Who Is Your Audience? – It’s Always Bigger Than You Count On; It’s Practically Universal

Way, way back in my graduate school days, we studied the work of Chaïm Perelman (and Lucie Olbrechts-Tyteca).  They wrote the book The New Rhetoric (my copy is buried in storage).  Perelman developed this idea of a “universal audience.”  To oversimplify, he argued that every communication moment, every attempt at persuasion, had two audiences – the particular, immediate audience, and then a larger, more “universal” audience.  The size, the make-up of this universal audience was tough to define, but the idea leads to this simple underlying concept:  what you say in one place, to one specific, particular audience, will be heard, and interpreted, (and misinterpreted) in many more places.  And when that happens, people will evaluate you, and your message, in ways that you never quite intended or expected.

I think back to this idea frequently as I read about difficulties in this “information spreads far and wide” society that we now live in.  This morning, there is an article on Slate.com by the always helpful Farhad Manjoo, Didn’t Mean for You To See That, Grandma: Things you post on Facebook have a way of reaching more people than you want. Now the site has a solution. The article addresses Facebook’s new attempt at a solution for the new world problem:  someone puts a photo up for his or her “friends,” and then a parent, or a future boss, finds it.

And, there are more than a few stories about political figures saying something to one person/group, and the audio or video is picked up, and the world hears it.

In other words, there are basically no “closed audiences” any more.  You cannot guarantee control of your audience.  Or, consider it this way.  “What you say in Vegas doesn’t stay in Vegas.”

Here are a couple of observations:

#1 – Always assume that what you say to one audience, even an audience of one, will be heard by a much, much larger audience. So, be intentional, be thoughtful, be a grown-up…be careful.

#2 – This can be good news. Sure, you can say something that will hurt you  But you can also say things, do things, that when spread far and wide, the larger audience thinks more highly of you.

It’s the new world.  What you say to one audience will most likely be heard by a much larger audience.  Remember that every audience can be bigger than you ever imagined – remember your universal audience.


**Exercise details**
The only acceptable reply is the number of lines in the material below that hold "name".

**Data shown**
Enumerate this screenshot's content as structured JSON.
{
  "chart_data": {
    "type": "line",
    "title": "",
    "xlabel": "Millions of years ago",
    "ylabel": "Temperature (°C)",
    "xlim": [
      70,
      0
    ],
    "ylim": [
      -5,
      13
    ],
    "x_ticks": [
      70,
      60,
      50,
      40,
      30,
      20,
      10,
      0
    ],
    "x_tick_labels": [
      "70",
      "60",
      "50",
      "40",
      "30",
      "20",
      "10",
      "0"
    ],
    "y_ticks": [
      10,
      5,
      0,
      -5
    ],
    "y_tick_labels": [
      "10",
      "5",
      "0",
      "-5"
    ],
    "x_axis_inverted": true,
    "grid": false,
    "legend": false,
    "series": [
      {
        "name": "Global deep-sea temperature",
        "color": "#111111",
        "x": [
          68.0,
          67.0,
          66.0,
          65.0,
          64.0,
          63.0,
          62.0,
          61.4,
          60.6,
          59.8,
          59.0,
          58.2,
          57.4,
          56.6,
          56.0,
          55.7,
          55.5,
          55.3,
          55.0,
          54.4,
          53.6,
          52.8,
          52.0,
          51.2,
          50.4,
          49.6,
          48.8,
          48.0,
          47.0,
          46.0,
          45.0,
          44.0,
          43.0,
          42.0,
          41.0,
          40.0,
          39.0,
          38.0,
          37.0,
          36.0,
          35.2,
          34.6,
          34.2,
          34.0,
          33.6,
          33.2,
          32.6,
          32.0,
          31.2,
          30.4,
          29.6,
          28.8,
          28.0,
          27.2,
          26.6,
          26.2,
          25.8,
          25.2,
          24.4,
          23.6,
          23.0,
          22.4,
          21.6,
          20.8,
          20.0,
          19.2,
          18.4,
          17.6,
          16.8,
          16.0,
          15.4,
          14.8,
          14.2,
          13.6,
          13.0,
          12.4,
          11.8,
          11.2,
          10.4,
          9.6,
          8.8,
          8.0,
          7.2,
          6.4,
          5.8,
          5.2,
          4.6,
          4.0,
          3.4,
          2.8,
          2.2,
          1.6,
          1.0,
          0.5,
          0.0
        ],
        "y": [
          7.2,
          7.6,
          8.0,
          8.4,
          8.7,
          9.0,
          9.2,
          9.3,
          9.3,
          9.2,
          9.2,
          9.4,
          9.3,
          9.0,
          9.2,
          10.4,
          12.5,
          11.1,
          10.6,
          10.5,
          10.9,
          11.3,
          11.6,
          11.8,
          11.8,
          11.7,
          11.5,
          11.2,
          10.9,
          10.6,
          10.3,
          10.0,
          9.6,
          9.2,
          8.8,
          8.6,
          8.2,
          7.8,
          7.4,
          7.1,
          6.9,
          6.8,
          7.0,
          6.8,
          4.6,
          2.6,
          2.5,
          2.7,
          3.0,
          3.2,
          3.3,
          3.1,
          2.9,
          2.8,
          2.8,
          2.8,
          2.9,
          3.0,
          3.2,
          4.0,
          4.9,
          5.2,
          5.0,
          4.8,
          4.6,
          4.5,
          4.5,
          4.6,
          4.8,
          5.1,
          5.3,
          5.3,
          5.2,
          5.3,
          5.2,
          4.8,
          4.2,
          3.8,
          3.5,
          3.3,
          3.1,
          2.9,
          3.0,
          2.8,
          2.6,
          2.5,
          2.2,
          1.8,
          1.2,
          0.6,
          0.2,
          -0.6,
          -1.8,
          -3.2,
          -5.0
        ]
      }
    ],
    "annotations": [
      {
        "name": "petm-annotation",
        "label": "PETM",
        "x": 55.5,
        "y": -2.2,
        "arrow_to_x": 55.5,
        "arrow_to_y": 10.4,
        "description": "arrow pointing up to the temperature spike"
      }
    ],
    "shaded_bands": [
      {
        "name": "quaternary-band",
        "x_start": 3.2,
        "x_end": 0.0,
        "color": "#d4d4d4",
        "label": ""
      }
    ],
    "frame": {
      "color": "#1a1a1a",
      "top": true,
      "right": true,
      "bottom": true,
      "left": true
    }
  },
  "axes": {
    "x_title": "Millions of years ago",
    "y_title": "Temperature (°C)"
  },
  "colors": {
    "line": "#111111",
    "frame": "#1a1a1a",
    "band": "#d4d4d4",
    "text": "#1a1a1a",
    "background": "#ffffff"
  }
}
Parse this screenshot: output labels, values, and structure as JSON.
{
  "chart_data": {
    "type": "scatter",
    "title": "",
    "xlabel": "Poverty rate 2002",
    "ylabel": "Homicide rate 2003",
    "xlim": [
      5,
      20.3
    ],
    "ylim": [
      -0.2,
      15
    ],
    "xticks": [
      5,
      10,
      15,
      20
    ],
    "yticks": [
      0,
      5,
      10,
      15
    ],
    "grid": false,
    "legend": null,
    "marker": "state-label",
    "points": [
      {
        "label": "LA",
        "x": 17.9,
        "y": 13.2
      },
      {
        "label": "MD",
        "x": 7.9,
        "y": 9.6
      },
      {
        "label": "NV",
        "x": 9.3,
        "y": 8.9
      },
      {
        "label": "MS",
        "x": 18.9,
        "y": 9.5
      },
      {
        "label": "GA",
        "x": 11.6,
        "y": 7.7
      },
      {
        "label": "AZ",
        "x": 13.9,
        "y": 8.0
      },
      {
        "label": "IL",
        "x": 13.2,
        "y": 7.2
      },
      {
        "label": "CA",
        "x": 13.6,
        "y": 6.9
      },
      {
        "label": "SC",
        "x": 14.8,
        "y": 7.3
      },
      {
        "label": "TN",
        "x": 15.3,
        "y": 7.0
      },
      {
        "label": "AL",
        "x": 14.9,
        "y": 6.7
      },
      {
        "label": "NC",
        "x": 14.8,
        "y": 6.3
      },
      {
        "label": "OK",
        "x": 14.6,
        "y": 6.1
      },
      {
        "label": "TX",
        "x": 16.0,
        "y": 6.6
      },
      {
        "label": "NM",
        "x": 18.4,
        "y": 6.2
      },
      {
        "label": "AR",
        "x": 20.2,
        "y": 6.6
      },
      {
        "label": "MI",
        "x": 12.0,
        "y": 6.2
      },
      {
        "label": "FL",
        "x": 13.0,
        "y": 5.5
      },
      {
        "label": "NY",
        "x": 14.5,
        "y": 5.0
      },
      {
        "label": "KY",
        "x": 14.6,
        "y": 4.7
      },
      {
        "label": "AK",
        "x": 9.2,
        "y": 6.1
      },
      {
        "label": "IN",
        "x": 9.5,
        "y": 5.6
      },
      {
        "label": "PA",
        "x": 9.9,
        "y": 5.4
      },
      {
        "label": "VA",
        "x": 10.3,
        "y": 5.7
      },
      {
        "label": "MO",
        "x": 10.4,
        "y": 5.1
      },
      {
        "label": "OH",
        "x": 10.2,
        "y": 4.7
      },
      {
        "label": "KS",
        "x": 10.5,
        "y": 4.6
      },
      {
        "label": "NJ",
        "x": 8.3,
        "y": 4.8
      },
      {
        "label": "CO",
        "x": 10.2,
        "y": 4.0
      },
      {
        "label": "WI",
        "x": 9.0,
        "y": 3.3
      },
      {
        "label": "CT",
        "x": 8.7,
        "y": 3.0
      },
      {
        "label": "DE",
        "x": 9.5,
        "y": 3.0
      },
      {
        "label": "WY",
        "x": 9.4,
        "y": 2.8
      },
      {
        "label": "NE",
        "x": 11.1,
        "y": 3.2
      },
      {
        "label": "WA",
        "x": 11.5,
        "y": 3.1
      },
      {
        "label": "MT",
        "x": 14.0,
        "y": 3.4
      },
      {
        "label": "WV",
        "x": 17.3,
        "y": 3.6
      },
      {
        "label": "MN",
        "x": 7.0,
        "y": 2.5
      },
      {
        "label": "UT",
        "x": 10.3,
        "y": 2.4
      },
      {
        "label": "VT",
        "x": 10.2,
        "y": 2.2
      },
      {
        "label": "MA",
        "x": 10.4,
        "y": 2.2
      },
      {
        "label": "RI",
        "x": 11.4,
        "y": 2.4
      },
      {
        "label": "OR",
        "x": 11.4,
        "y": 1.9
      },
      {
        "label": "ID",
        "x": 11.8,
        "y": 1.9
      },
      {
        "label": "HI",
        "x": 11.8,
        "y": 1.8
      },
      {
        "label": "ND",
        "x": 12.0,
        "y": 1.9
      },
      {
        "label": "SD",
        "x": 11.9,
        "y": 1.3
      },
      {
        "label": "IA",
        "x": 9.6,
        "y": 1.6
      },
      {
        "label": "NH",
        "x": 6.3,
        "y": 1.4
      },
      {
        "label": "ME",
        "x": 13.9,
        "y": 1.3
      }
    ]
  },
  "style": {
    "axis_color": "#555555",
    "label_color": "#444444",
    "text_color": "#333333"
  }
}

**Answer to the exercise**
3